This paper applies models from those conversations to the army of the Roman Republic. Roman officers in the Republic derived authority through task-based delegation by a commander holding imperium. Key tasks included the public levy and evaluations of rewards or punishments. These officers functioned as the “eyes” of the commander, and exercised authority through formalized acts of watching, while soldiers experienced that authority through their consciousness of formal contexts of observation. The evidence for this process varies in its implications, however. Polybius makes frequent reference to visual evaluation and appearance in describing the Roman army (e.g. 6.20.2-7, 22.3, 23.13, 27.1), essential to displaying Roman military masculinity (e.g. Reeder 2015: 67-69). The near-contemporary ‘Altar of Domitius Ahenobarbus’ illustrates how headdresses and ocular orientation can convey hierarchical power, as the figure of Mars as an ideal type invites comparison with the other soldiers in the scene (cf. the parody at Plaut. Mil. 11-12). There, as elsewhere in both art and text, “more visible” correlates to “more masculine” on the spectrum of what officers seek with their eyes, and soldiers are the objects of culturally-determined observational criteria without explanation or appeal (Lendon 1999: 310; Tohm 2011: 127-37; contested by civilian displays of virtus, Rhet. Herr. 4.52; variable emphasis on musculature vs. equipment as status markers, e.g. RRC 335/3, 401/1, 469/1, 470/1, 514/1). They are believed to perform more admirably when watched (Caes. BCiv. 1.67.4), to watch officers in turn (Livy 21.43.17; Veg. 2.12.3; cf. Phang 2008: 95-97), and to act with an awareness of the impact of their performance (Cato FRHist F76; Livy 7.33.10-12). This appears acutely on a second-century relief from Praeneste, where marines on a bireme variously gaze at an errant crocodile and comrades prominently staged as if to confront it.

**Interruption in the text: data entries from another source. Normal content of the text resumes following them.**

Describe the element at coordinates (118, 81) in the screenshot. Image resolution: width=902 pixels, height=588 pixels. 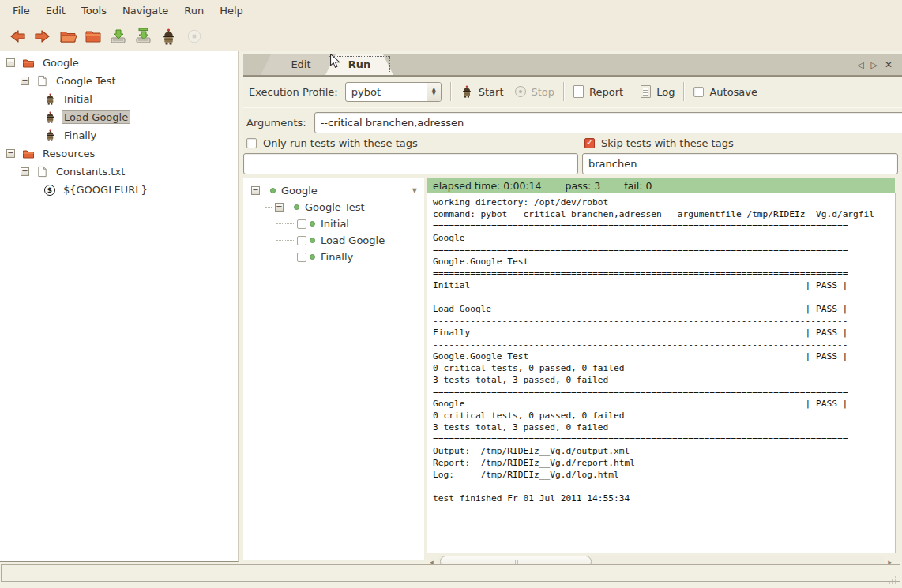
I see `tree-item-google-test: Google Test` at that location.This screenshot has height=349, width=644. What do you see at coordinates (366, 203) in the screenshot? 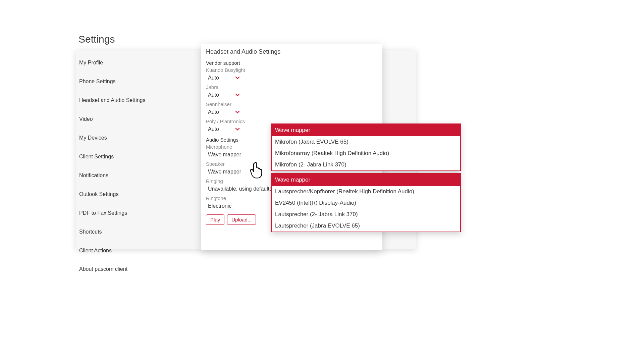
I see `speaker-option-1: EV2450 (Intel(R) Display-Audio)` at bounding box center [366, 203]. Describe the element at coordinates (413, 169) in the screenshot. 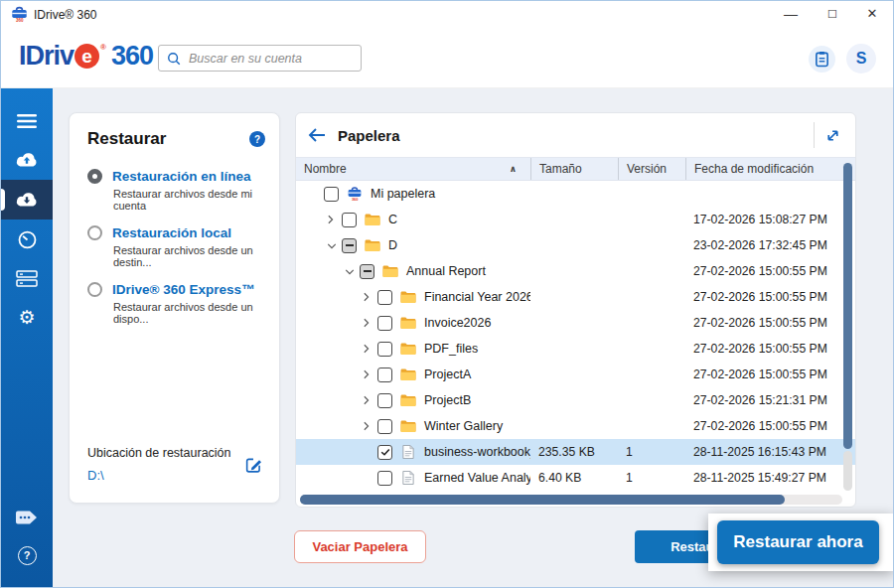

I see `column-header-name: Nombre ∧` at that location.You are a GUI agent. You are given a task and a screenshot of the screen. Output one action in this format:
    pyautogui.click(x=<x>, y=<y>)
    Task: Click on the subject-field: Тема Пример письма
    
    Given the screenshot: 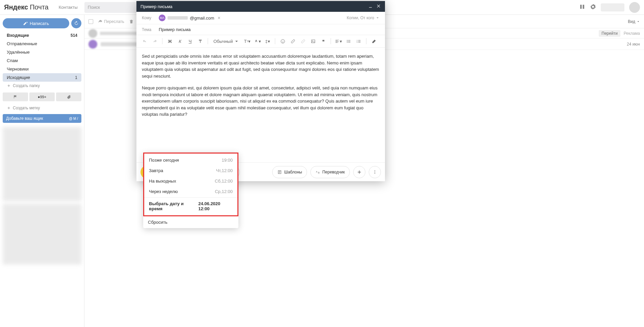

Thus in practice and the representation of practice, military bodies become objects for visual evaluation. In practice, their forms and performance were the subjects that constituted officers’ authority, as observation was a core aspect of campaign life. In the literary representation of this practice, however, officers are mere mirrors: soldiers’ awareness of being watched reciprocally inspires them to perform. Therein lies a crucial distinction between “the gaze” as means of control and “the gaze” as a projected ideal of internalized cultural dominance (two different current uses), with implications for how we interpret operational hierarchies, the performance of military subordination in a culture of competitive masculinity, and the representation of martial excellence by and for civilians. The contention of this paper is thus that the terms in which other academic disciplines discuss these phenomena have much to offer the military history of the Republic, and may be particularly useful in distinguishing among imagined audiences for representations of service and command.